Seeking Safety under Uncertainty


  • Series
    Research Master Defense
  • Speaker
    Xinyi Wang
  • Location
    Online
  • Date and time

    August 26, 2021
    12:00 - 13:00

This paper studies how a potential shock to the demand for safety or liquidity may affect investors’ portfolio choices and consequently affect the aggregate expected output of the economy. Besides a traditional liquidity shock imposed on investors’ overall consumption pattern, a safe liquidity shock is adopted in this paper such that investors who are hit by the shock need to satisfy a proportion of their minimum safety needs S in an earlier date before personal assets yield final returns. The aggregate expected output in this paper is measured by aggregating the total consumption of all investors over two periods. This paper applies a utility function that reflects investors’ absolute demand for safety. Instead of securing safety by investing in public debt provided by the government or investing in private safe assets provided by the financial intermediaries, investors in this constructed economy can only achieve absolute safety by investing in personal assets that generate a safer return under investors’ own control. Assets that provide personal safety cannot be pledged or transferred; thus, no security can be privately issued, backed by returns from personal assets.

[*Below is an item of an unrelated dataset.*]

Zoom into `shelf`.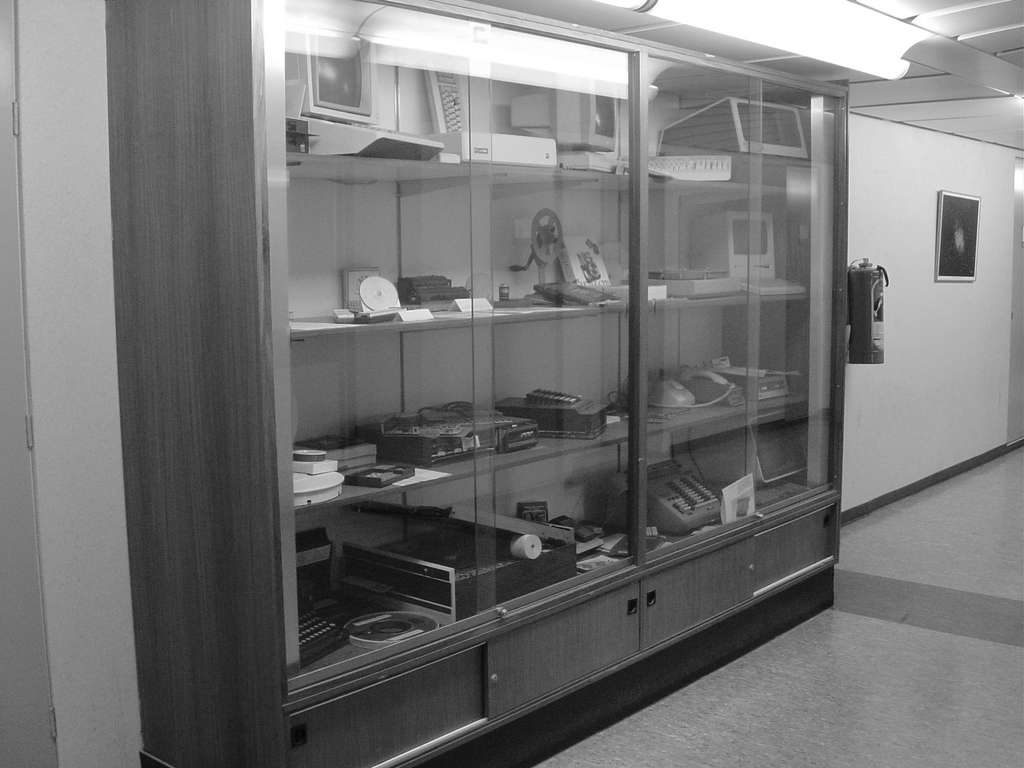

The model suggests that shocks to the demand for safety and liquidity affect the aggregate expected output of the economy differently by moving investors’ portfolios in different directions. Both shocks have adverse effects on the aggregate expected output with a different magnitude, depending on a set of factors that affect personal and risky assets’ yields to maturity and their liquidation costs. In comparison, a higher probability of safe liquidity shock leads to higher productive investments that may be liquidated early. When risky investments are far more productive than personal assets, a safety shock causes a larger reduction in the aggregate expected output. Without a subsistence need, investors would invest all endowments in risky and productive assets. A basic safety demand always induces some investment in less productive personal assets to secure a minimum return.